= INFORMATION SHOWN =
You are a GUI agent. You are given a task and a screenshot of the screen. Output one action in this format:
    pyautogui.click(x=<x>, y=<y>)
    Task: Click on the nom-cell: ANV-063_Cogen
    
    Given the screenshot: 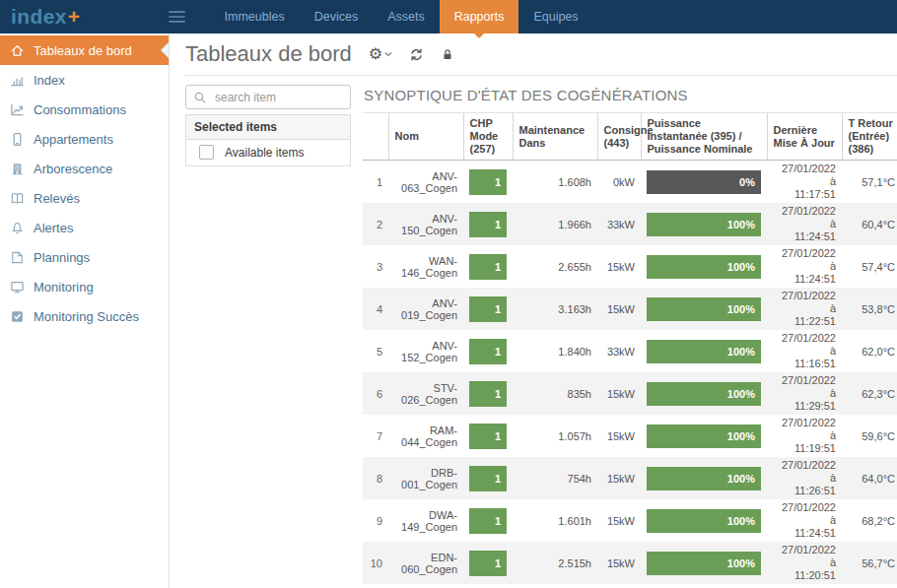 What is the action you would take?
    pyautogui.click(x=426, y=182)
    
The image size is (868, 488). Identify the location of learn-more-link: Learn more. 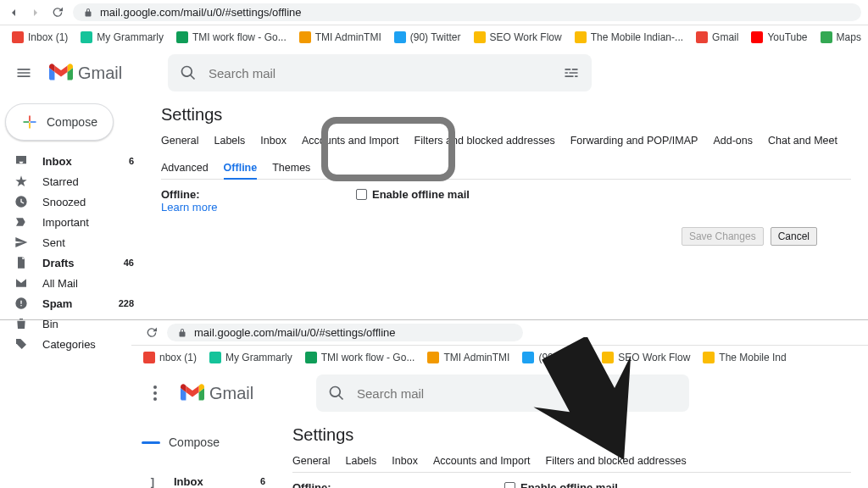
(189, 207).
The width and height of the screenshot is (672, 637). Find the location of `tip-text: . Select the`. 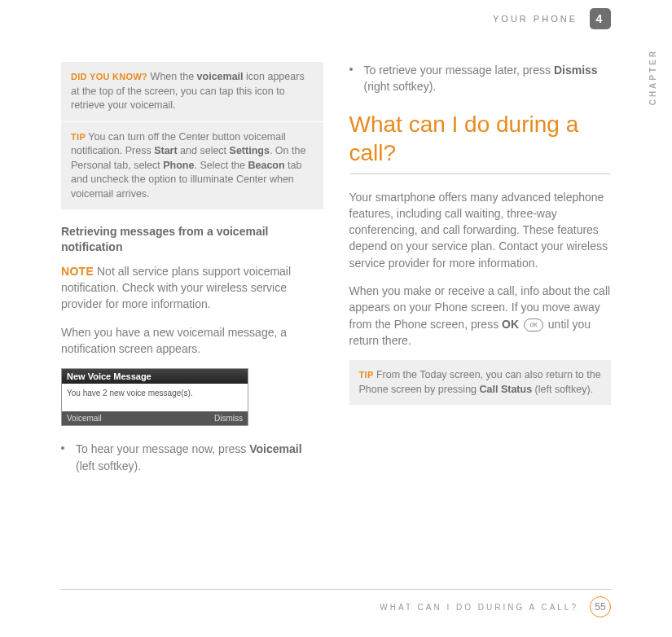

tip-text: . Select the is located at coordinates (221, 165).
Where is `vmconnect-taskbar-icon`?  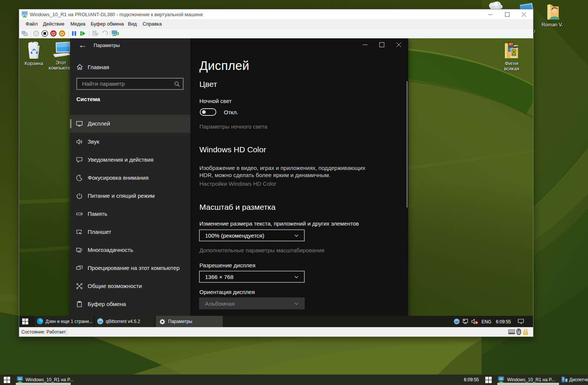
vmconnect-taskbar-icon is located at coordinates (20, 380).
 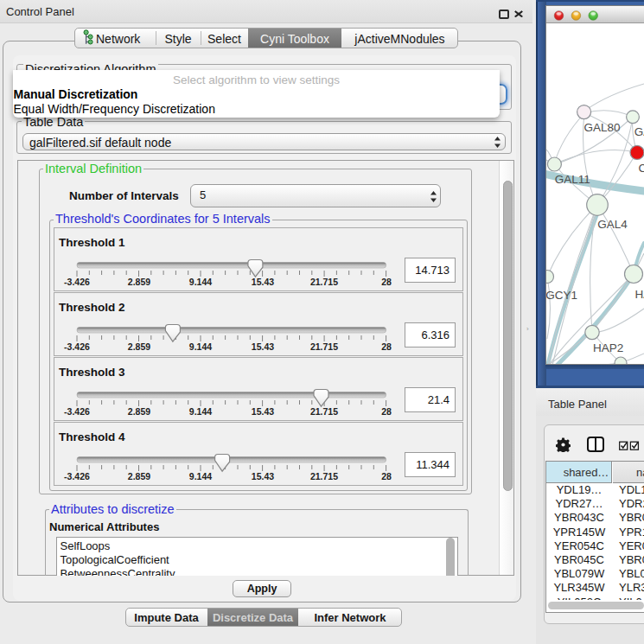 What do you see at coordinates (612, 225) in the screenshot?
I see `svg-text: GAL4` at bounding box center [612, 225].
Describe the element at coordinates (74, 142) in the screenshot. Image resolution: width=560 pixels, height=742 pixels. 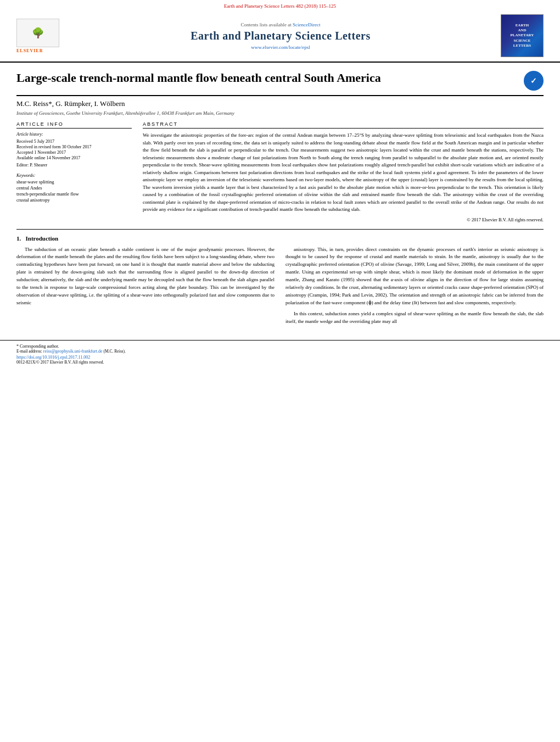
I see `received-date: Received 5 July 2017` at that location.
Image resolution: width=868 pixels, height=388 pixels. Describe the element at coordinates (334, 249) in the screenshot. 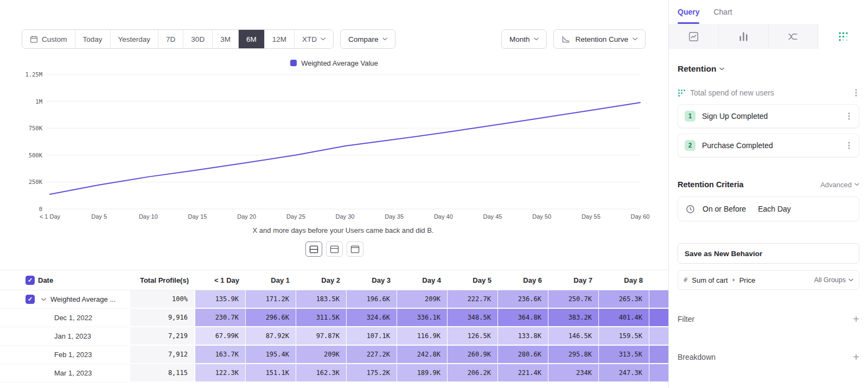

I see `row-view-toggles` at that location.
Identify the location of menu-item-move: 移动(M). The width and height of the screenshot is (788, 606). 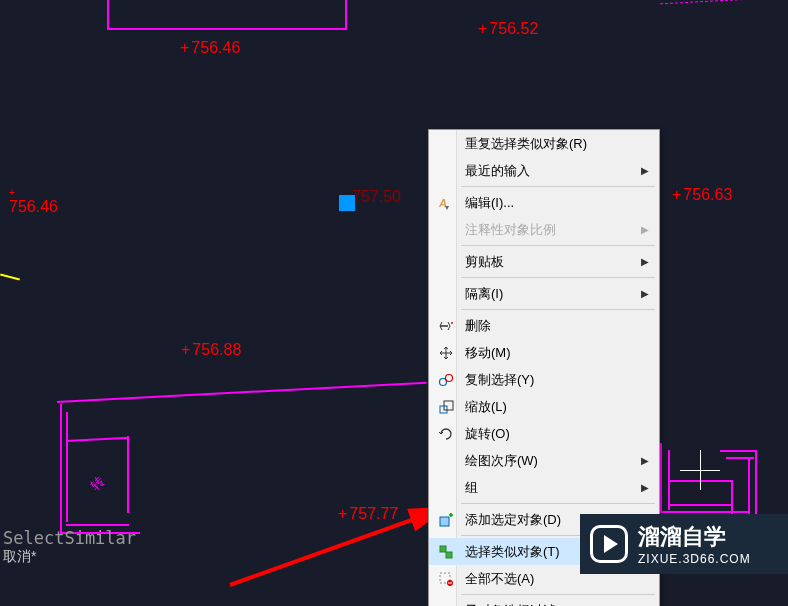
(544, 352).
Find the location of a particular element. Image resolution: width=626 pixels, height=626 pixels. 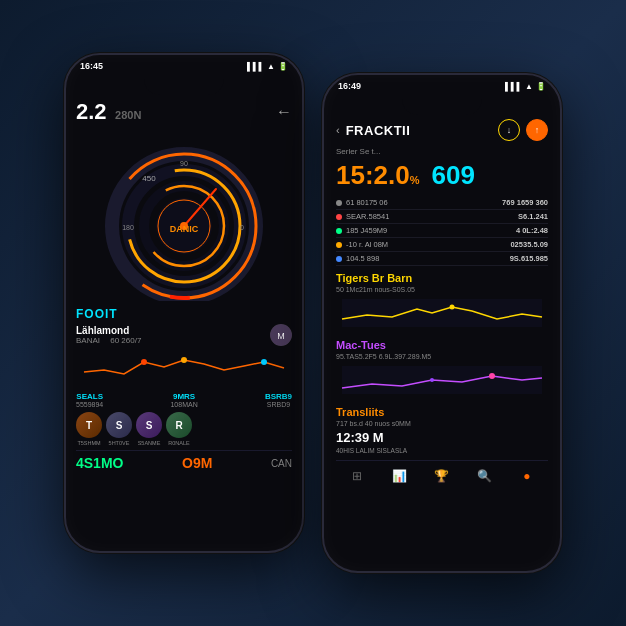

team-name: BANAI 60 260/7 is located at coordinates (108, 340).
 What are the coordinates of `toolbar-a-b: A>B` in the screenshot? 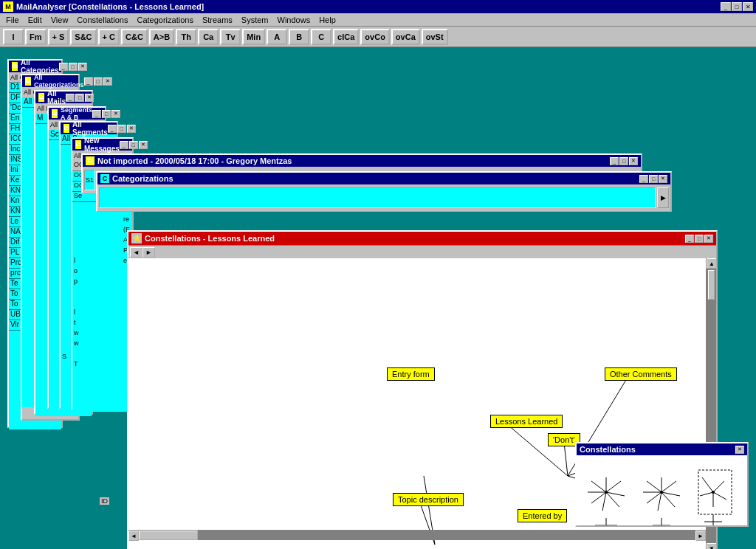 It's located at (162, 37).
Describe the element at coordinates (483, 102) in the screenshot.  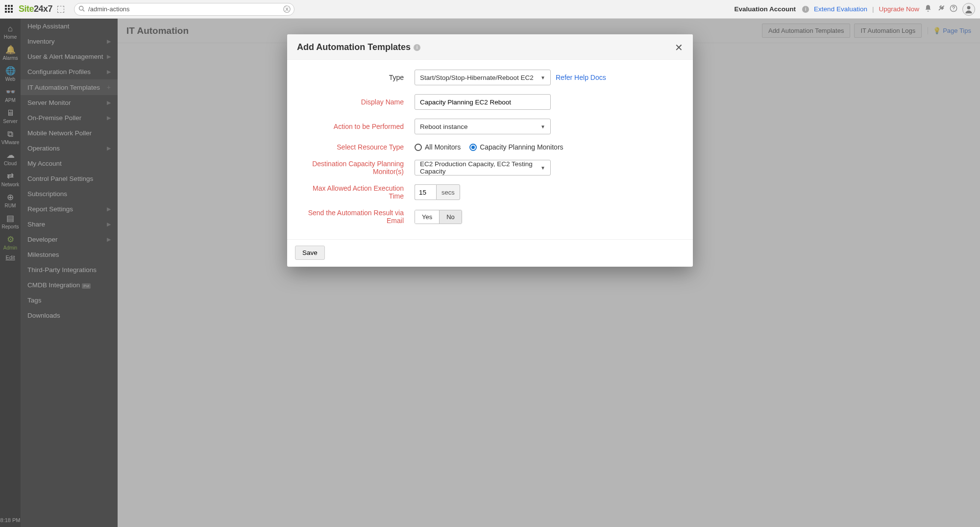
I see `display-name-input` at that location.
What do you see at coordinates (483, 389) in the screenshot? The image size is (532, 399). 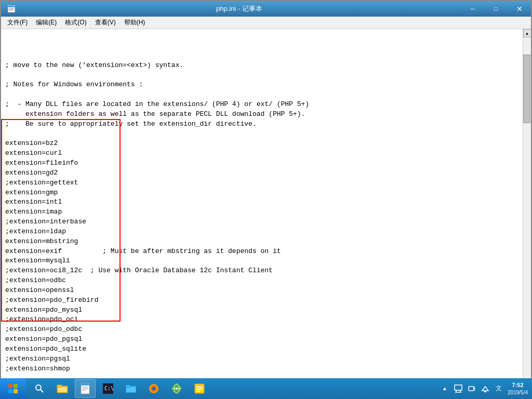 I see `taskbar-systray: ▲` at bounding box center [483, 389].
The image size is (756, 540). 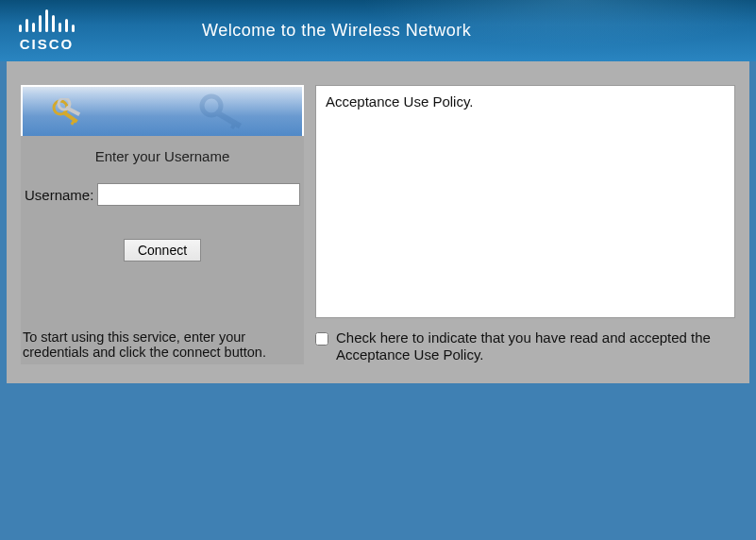 What do you see at coordinates (162, 194) in the screenshot?
I see `username-row: Username:` at bounding box center [162, 194].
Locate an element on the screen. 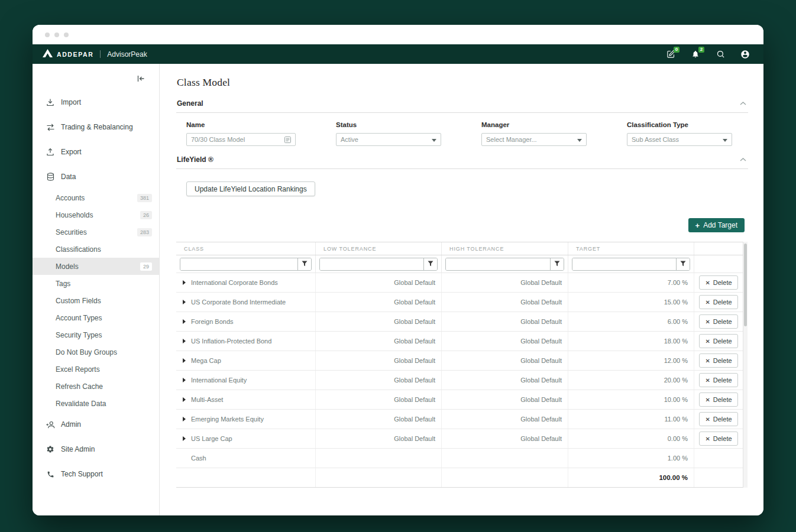 This screenshot has width=796, height=532. column-header-target: Target is located at coordinates (630, 248).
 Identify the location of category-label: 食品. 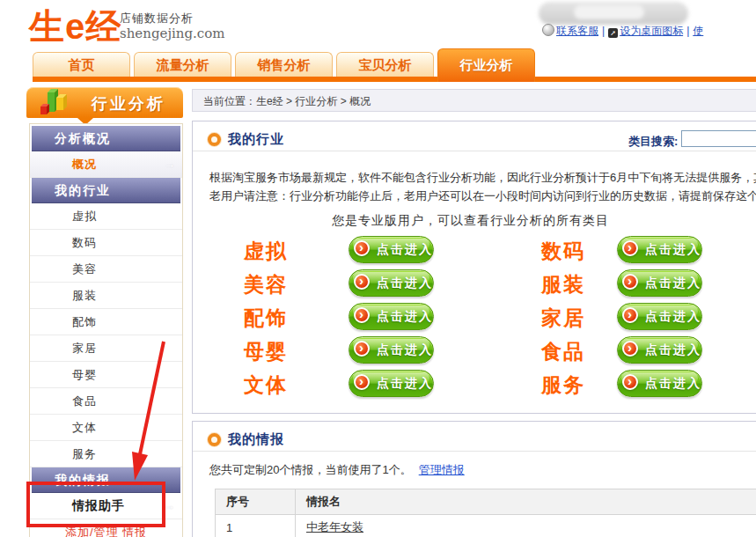
(563, 352).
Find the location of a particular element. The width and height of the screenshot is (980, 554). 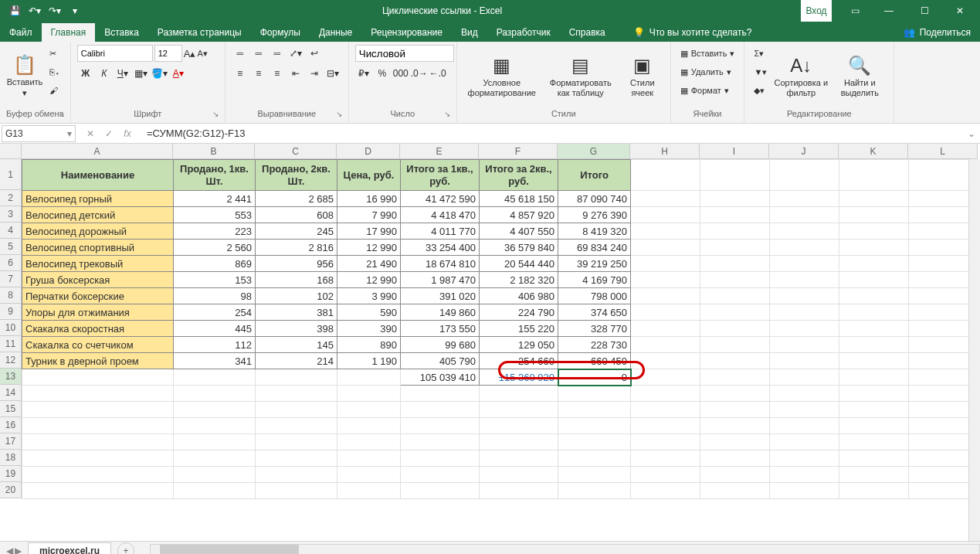

column-header: K is located at coordinates (873, 151).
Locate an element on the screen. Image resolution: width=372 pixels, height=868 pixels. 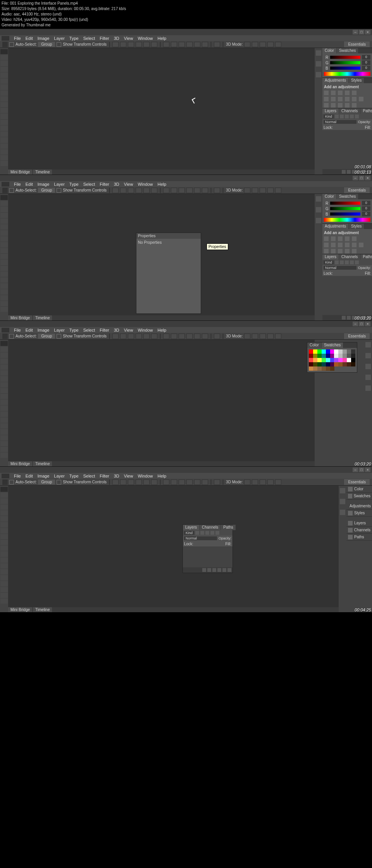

= WHAT YOU WILL DO =
Nothing but the lines from the one containing "Find the location of a particular element. The" through the last line of the data should appear in the answer, copied exactly, with pictures excluded.

= RESULT =
Find the location of a particular element. The width and height of the screenshot is (980, 554). 

column-header: K is located at coordinates (873, 151).
Locate an element on the screen. Image resolution: width=372 pixels, height=868 pixels. 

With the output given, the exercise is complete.